My brew store has hardware kits to make the beer with as well as packages of grain and extract for brewing. I ended up buying the more expensive kit just to make sure I got everything. I kinda wish I had not done this because the kit came with a 5 gallon glass carboy. I just use the 5 gallon fermenting bucket to for 3 weeks before bottling the beer. Some people will move the beer from the bucket to the carboy but I don't.
The "hard" part of making beer is the sanitation and temperature control. Sanitation is easy. Buy Star San and a spray bottle. Star San is a sanitizer that works really well. You do not have to rinse it like other sanitizer so it is easy to use. The bottles of Star San are not cheap but you only need an ounce or so of Star San to make five gallons of sanitizer. I mix up about a gallon or so and we use it for both beer making and as a general cleaner/santizer around the house. It works very well. All you have to do is put it in a spray bottle and mist away.
Temperature is the hard part in beer making for me. The beer needs to ferment in a given temperature range set by the yeast. This is hard for me to do in the summer so I don't brew when it is hot outside. This works out because I don't have time to brew in the summer anyway. :laughing::laughing::laughing: If it is warm enough, I will fill up the bathtub with water and put the five gallon fermenter in the bath to help control the temperature. I keep one gallon and one liter jugs/bottles of water in the freezer to rotate in the bath water to control the temperature.
After the wort is boiled you have to cool it down to a given temperature before putting in the yeast.
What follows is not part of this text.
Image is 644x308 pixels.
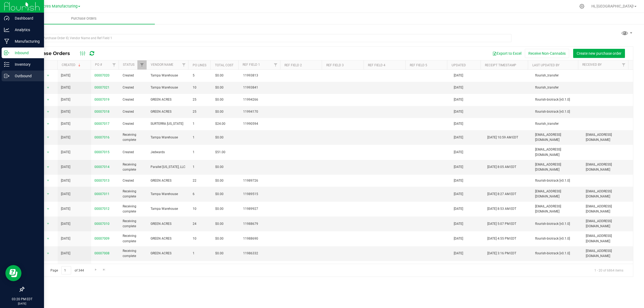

This can be time consuming but I have started to add water right from the well. I used to obsess about sanitation so I would boil the water that needs to be added to the boiled wort but that is time consuming and the cool well water helps cool off the wort for the yeast. Some people use a spiral copper tube to run tap water through the wort to cool it down but to me that is wasteful of my well water so I don't do it.
My wife has had two shoulder surgeries, and as part of her recovery, we have two devices that pump ice water to her shoulder. I have used these things to help cool down the wort.


Brewing can be as hard or easy as you want it to be. If you can boil water, read a thermometer, and follow step by step directions, you can make really good beer.